Sorry, Netflix: I don’t want your ‘with adverts’ plan – here’s why
As streaming prices soar and affordable plans are spoiled, I’m choosing ‘no plan’ over a ‘ruined with ads’ plan
I received an email from Netflix this week, promising me a glorious 35% saving on my monthly plan. How exciting! With streaming costs skyrocketing, it sure was nice to discover Netflix is different. Netflix cares. Instead of paying the usual £7.99 per month, I’m now going to pay less for “better video quality” and “more devices”. Oh, and a Netflix plan “with adverts”. Wait. What?
Fortunately, this wasn’t a surprise. I’d been preparing for this day ever since writing about how Netflix loves adverts more than it loves you. Mostly by grumbling about Netflix binning the ad-free Basic plan I’ve been clinging to for dear life. But no more, because Netflix needs more money.
The thing is, pitching downgrades in the user experience as a benefit is getting old. “Good news, everyone! We’re ramping up your streaming to super-duper-high-quality. You’ll love seeing all the fine details in your favourite shows. (And adverts.)” What was that last bit? “Nothing!”
But will people tolerate Netflix with adverts? Probably. Ads may wreck momentum in whatever you’re watching, but price cuts are always a winner. Even though subsequent price rises mean ‘Netflix with adverts’ will soon enough cost as much as Basic does today.
It doesn’t ad up
The thing is, I loathe ads. Every YouTube session is a painful reminder. And I recently braved a month of Prime Video, with its new injection of adverts. I’d get to the tense bit of a movie and – BAM! – nappy ads. No thanks.
Upgrading is the alternative – for £10.99 per month, I could be ad-free on Netflix once again. But whereas I was once happy to spend a fiver per month on a range of streaming services, I’m less thrilled to subscribe when each has headed well into double figures. We’ve gone from “Love is sharing a password” to “We love your money. So give us more money.”
We’re told there are business reasons for this. Prices were too low. Streaming services were propped up with investor money. But that’s not my problem. I was sold a service, which is now getting worse unless I pay more. And for what? Once, Netflix was the hub for all streaming goodness, from a range of studios. But many long ago took their balls home, aiming to replicate Netflix’s success, and instead found themselves stuck in the same money tar pit, desperately looking for a means of escape.
Cancel culture
So I was considering cancelling anyway. But I decided against doing so when the nine-year-old reacted to that prospect with all the fury a child could muster. And Netflix had wisely said child profiles will never see ads, presumably because parents prefer begrudgingly paying a fiver a month to keep the peace.
But, happily, the youngling is now hooked on iPlayer instead and barely shrugged when I brought up binning Neflix again. So I’m passing on the ‘ruined with ads plan’. And Standard. And also Premium, priced such that I’d expect the actors to perform shows live in my living room. Instead, I’m choosing ‘no plan’.
And Netflix at least gave me a heads-up, so I have almost two months to finally finish Black Mirror. All while pondering an increasingly dystopian ‘Netflix with adverts’ future, where the cheapest plan plasters your screen with ads when you pause, pauses ads when you’re blinking, or goes full retro by removing on-demand entirely. And you can bet even that – since you’d no longer having to choose what to watch or strain your pointer finger – would be sold as a perk.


_Instructions to follow_
Restrict the output to the lines below starting at the one that contains "Image is 827x410 pixels." and ending at the one that contains "Image is 644x320 pixels.", and restate them word for word, both ends included.

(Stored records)
....................
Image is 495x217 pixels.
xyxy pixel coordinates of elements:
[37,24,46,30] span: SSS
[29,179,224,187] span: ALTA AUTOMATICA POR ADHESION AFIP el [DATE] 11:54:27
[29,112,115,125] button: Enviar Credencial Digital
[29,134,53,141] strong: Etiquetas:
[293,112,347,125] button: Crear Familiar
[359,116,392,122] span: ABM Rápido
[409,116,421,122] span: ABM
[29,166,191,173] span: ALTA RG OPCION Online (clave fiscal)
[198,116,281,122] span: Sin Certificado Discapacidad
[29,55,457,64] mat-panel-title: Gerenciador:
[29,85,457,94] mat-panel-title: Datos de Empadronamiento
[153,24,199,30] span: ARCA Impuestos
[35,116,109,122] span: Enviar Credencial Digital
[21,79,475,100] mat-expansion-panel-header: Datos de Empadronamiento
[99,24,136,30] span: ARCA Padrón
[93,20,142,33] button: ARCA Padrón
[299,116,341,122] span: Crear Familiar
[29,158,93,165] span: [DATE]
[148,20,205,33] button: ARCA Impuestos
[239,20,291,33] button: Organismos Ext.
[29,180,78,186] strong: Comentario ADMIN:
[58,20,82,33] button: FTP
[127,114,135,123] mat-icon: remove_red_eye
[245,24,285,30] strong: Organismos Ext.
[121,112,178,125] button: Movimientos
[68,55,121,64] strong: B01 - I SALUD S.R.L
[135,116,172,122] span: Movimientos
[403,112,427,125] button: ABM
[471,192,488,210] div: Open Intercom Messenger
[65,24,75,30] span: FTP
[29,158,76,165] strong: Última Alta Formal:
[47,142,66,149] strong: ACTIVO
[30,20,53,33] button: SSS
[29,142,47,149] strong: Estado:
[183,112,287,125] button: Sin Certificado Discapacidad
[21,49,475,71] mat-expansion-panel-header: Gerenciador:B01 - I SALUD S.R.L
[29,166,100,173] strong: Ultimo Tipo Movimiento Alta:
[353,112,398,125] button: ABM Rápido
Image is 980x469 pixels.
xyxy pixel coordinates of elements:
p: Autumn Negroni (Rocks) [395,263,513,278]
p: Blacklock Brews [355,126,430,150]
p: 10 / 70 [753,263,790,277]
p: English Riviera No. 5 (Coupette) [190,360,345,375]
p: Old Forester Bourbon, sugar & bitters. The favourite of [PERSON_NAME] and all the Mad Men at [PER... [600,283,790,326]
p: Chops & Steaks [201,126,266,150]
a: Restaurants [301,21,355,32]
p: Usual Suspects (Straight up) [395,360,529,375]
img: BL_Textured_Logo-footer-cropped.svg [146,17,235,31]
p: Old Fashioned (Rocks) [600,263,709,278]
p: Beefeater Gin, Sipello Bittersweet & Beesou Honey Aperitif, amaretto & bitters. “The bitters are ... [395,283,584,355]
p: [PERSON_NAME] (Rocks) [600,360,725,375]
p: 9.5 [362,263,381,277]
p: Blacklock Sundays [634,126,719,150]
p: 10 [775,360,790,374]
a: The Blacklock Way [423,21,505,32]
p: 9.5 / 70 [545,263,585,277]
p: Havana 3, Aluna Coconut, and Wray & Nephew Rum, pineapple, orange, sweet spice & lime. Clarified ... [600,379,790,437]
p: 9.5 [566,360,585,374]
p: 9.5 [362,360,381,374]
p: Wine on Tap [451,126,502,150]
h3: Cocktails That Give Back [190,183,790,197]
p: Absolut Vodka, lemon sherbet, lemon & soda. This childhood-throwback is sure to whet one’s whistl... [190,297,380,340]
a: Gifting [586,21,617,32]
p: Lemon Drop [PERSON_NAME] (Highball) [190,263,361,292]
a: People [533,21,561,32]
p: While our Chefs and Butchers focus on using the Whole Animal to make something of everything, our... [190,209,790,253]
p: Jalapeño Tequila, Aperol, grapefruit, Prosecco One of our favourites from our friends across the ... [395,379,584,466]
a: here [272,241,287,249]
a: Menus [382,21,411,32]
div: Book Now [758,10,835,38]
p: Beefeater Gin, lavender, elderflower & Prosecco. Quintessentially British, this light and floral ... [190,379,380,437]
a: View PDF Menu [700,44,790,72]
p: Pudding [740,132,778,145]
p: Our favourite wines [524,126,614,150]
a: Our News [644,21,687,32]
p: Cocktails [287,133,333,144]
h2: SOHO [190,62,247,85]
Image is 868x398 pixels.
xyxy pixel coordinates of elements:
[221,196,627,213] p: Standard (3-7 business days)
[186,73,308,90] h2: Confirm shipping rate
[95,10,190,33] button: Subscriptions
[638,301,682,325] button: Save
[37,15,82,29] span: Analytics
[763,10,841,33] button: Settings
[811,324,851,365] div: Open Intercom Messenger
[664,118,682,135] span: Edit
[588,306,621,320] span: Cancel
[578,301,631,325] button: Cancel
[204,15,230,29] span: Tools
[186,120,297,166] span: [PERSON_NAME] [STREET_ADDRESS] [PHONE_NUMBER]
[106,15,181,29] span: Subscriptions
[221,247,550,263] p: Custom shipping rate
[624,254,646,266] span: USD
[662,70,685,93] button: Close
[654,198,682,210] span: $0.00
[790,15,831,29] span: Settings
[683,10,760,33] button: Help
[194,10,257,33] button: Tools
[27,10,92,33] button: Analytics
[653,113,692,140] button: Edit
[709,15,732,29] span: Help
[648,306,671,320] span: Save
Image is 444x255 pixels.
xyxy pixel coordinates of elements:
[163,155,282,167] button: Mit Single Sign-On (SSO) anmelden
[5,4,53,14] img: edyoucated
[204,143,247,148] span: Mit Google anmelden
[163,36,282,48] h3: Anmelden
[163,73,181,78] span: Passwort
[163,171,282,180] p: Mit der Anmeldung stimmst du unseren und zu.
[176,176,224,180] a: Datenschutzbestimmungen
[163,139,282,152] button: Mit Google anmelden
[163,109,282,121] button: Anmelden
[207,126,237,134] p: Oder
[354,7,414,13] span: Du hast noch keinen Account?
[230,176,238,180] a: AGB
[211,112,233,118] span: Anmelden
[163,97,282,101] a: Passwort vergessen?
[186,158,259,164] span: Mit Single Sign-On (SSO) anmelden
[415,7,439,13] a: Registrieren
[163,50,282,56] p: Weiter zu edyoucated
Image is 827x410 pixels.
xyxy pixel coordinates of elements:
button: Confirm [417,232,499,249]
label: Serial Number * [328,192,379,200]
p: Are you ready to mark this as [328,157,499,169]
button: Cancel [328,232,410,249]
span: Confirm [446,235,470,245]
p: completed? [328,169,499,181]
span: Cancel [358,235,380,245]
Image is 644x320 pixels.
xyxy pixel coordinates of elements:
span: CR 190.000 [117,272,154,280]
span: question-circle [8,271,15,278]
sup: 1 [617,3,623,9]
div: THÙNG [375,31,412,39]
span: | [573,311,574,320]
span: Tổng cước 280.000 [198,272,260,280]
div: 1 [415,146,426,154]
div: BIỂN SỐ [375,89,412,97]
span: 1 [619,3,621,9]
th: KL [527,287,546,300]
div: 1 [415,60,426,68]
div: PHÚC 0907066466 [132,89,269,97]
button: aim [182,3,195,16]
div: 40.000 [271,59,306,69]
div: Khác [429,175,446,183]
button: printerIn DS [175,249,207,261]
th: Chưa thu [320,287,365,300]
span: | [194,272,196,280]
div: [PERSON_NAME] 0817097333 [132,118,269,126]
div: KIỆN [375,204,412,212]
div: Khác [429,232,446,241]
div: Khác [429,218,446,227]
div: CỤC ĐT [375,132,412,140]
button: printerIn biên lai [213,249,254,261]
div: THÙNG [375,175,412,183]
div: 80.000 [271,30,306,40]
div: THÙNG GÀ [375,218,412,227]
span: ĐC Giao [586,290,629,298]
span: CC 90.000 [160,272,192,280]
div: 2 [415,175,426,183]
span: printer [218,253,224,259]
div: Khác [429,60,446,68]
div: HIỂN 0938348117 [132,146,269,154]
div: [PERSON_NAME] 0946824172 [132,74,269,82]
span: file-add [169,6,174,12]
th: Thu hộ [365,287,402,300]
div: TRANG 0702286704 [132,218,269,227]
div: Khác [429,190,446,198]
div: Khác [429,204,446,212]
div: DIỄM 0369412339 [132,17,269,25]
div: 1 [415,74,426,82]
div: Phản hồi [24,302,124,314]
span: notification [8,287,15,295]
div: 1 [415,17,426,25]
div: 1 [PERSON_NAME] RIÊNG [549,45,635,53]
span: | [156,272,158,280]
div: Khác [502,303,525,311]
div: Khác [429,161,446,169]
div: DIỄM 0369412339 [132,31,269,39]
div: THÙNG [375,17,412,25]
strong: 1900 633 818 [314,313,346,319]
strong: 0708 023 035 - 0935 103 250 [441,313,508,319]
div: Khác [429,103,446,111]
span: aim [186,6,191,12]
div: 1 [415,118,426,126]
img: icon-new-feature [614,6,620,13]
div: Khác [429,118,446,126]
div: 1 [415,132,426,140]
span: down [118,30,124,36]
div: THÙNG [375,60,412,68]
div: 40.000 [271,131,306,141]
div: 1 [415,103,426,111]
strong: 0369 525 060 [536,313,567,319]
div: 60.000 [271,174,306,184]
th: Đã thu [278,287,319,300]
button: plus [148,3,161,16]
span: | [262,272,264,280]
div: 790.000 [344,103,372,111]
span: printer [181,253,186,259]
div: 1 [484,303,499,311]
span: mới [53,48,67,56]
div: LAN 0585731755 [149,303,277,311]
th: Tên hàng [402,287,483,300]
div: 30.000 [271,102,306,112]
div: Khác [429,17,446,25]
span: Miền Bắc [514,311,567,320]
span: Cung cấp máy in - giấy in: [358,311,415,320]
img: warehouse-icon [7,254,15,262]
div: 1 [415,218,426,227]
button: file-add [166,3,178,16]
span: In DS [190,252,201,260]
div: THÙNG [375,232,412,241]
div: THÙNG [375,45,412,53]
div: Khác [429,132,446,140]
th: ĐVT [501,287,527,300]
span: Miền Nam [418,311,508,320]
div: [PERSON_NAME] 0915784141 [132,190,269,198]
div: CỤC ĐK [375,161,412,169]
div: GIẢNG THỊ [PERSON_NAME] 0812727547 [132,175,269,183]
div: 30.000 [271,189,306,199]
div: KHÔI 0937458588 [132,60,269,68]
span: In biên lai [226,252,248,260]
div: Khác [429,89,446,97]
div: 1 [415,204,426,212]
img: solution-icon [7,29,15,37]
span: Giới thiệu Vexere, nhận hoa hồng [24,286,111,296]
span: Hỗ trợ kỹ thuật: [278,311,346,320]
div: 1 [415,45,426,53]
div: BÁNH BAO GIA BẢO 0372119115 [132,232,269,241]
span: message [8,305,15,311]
....................
_Output for this exercise_
Image is 827x410 pixels.
xyxy pixel coordinates of elements:
button: Confirm [417,232,499,249]
label: Serial Number * [328,192,379,200]
p: Are you ready to mark this as [328,157,499,169]
button: Cancel [328,232,410,249]
span: Confirm [446,235,470,245]
p: completed? [328,169,499,181]
span: Cancel [358,235,380,245]
Image is 644x320 pixels.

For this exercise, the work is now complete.